Still, this place is treacherous
, Heraclix thought. Pull the wrong book and the necromancers might have to find some way of extricating themselves from the ranks of the dead, having been buried under heavy tomes and grimoires. Heraclix wasn’t quite sure where the bright illumination in the room came from, but he thought it best not to ask so banal a question, given the Raven’s vainglorious boasting.

“Come!” he said, beckoning Heraclix to follow him up another ladder in the far corner. Heraclix followed, stepping as carefully as his giant body would allow so as not to upset any book piles.

Heraclix stepped off the ladder into a room whose walls were lined with mirrors and candles. A fireplace burned along one wall, with two immense censers burning sandalwood and lotus incense on either side. Each was the size of a small cauldron and was mounted atop tripods wrought in iron to represent three cloven feet.
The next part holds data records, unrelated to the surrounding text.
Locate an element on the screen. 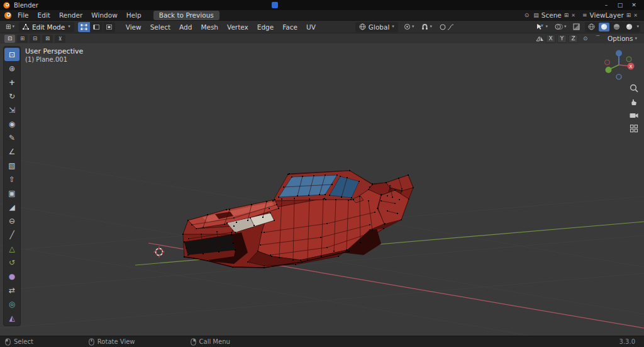 The height and width of the screenshot is (347, 644). close-button: ✕ is located at coordinates (634, 5).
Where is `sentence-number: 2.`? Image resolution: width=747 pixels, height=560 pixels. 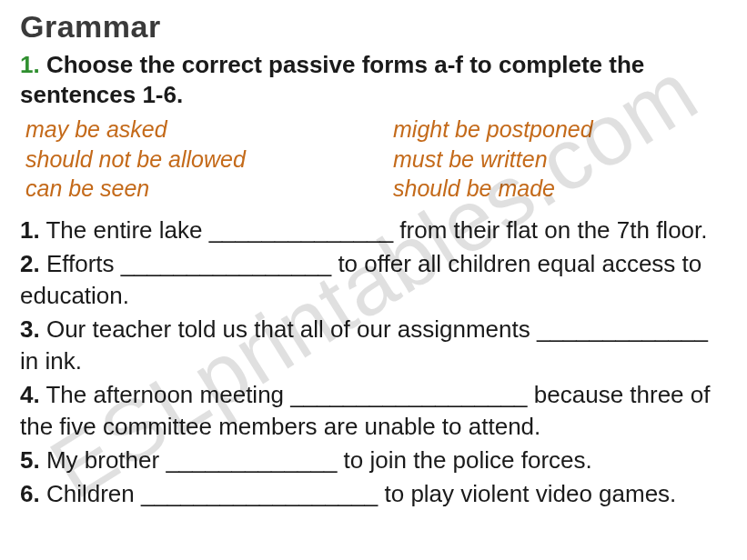 sentence-number: 2. is located at coordinates (30, 264).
Various knick-knacks lay scattered on the floor: strange metal puzzles; crystal balls of varying sizes, clarity and color; and a dozen or more kaleidoscopes made of everything from ivory to olive wood to silver.

He walked over to a waist-high (mid-thigh for him) stone circle—a well, which must have continued down through the floor into the center of the circular bookcase on the floor below.
He ran his finger over the surface of the shining liquid that filled it, confirming his suspicion that the well wasn’t filled with water but with quicksilver. He stared into the mercury, watching his reflection warp and change to show him not as a patchwork of sewn-together flesh, but as a whole, unified man. His face was unscarred, his eyes both blue and healthy. A short, balding, plump man smiled warmly back at the monster staring down at him.

“This is where we come to meditate, to gain focus, in preparation for that which is above.”

Heraclix turned to look at the Raven, from whom he expected further explanation. When it appeared that none was forthcoming, he turned back to the reflection, but it showed only a molten image of himself as the golem he was.

“Come,” the Raven said. “I will show you that which is above.”

They climbed yet another ladder, which had been hidden by a tall mirror in a corner of the room. The reek of incense grew stronger the closer they came to the opening above. Just when Heraclix thought he might choke from the excessive smoke, the air cleared and he found himself on a rooftop open to the sky, though a thick fence of tall poplars ran the perimeter of the roof. One couldn’t see out, but one could see up.